In less than 24 hours I've read 2 articles, one in the Times and one a book review by Elizabeth Kolbert in the New Yorker, about people who do "stunts" in order to raise awareness or disseminate knowledge about climate change. It's a trend where various writers and activists and others do some symbolic act, like a Thoreau-esque thing such as living for a year without electricity, or an attention-getting feat like walking across the country, and hence get people to think about this stuff and pay attention in a different way.
Kolbert rightly points out that a lot of the motivation for this is that few people want to be clobbered with yet another doom-and-gloom scenario that makes them feel like they're bad people for driving or buying plastic bottles. As the New York Times article concludes of the folks Greta Browne meets on her cross-country climate walk,
In the end, Ms. Browne said, she thinks that most people are sympathetic and want to do something — just not too much. She was particularly discouraged by a woman who approached her after one church talk and said, “Oh, you are preaching to the choir. We already recycle.”
In a way, I agree. There are many who are still in complete denial or ignorant disagreement about human-caused climate change, but they will stay that way no matter how many walkers-across-the-country they see on the roads or how many books they hear about in which the writer forswears some carbon-producing activity for some length of time. For the rest of us, we already know the score, and there are a small number who are already trying to change how we live in a significant way, and others who will never do the right thing because it's too big of a hassle for too little directly observable benefit.
However, even for people who are really changing the way they live their lives, is it really enough? In a way, almost all of us in this category are still just doing "stunts", aren't we? - whether it's eating out less, buying a Prius, biking to work, or re-using our shopping bags, is any of this going to be enough? Because the fact of the matter is, we're part of a huge system, and a simple, individual gesture to reduce MY participation in the system may be some small help, but actually pushing on the system to make it change is important too, perhaps much more important.
So when will the "stunts" end and the real action get going?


§ WORK INSTRUCTIONS:
Only the stretch of the listing below that runs from the line with "Image resolution: width=941" through the line with "Image resolution: width=1244" is to be printed, exactly and with both ends.

§ TASK MATERIAL:
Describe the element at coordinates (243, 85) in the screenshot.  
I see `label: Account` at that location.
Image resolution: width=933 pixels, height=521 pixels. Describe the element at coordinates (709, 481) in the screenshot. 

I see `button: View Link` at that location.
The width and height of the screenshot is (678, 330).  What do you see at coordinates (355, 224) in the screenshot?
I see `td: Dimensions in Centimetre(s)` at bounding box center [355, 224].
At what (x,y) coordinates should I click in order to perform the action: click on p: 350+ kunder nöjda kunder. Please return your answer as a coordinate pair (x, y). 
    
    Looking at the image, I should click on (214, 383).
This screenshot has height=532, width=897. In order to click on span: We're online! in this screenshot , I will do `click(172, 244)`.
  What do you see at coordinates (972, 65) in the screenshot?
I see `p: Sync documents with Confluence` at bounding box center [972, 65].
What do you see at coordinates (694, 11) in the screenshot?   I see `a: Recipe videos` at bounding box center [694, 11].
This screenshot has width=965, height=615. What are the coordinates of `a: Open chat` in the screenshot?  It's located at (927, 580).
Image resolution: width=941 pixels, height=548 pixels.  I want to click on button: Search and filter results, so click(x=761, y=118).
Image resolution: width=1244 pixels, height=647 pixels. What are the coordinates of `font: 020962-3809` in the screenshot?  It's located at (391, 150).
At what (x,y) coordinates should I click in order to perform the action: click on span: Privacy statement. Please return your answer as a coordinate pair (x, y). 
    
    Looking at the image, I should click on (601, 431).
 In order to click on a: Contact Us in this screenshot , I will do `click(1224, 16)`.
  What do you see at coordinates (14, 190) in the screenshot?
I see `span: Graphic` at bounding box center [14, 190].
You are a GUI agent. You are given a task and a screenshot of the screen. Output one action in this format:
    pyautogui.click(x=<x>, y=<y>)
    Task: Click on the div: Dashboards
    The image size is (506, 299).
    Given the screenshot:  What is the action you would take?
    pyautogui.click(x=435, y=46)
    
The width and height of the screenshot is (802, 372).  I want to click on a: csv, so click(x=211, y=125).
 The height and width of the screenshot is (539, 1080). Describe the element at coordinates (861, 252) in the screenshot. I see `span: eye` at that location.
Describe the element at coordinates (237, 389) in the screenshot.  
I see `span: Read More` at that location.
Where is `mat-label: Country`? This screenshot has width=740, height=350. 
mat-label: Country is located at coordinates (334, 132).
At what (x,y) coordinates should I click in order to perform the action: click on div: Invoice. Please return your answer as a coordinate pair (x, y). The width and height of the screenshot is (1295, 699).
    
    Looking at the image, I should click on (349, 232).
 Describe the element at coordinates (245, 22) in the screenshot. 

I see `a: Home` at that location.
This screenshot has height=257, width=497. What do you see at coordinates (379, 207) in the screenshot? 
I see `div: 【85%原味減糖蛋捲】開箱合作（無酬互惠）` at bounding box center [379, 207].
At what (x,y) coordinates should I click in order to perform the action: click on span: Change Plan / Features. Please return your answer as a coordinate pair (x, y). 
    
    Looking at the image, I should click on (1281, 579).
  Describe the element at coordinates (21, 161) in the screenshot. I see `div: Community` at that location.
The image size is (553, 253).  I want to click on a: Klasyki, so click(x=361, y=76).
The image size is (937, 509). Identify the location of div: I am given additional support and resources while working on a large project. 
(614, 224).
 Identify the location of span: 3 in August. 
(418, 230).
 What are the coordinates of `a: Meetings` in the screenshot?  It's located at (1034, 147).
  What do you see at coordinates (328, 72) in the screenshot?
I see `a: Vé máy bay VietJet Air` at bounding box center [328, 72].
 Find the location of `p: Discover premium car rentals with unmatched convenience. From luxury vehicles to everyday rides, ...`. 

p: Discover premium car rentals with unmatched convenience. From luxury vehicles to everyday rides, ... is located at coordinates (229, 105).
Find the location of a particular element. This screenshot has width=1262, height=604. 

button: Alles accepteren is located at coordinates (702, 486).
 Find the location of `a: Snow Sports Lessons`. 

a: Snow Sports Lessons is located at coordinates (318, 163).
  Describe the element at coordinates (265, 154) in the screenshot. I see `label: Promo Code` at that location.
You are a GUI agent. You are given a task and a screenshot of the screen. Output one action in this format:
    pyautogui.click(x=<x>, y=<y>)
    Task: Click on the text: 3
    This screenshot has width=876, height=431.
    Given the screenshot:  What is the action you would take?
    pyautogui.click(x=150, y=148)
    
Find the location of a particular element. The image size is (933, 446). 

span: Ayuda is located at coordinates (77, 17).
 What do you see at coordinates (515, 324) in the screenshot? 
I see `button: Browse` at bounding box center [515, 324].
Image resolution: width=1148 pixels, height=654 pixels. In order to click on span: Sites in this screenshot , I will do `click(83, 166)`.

§ EXPECTED OUTPUT:
Image resolution: width=941 pixels, height=548 pixels.  I want to click on button: Search and filter results, so click(x=761, y=118).
Image resolution: width=1244 pixels, height=647 pixels. What are the coordinates of `font: 020962-3809` in the screenshot?  It's located at (391, 150).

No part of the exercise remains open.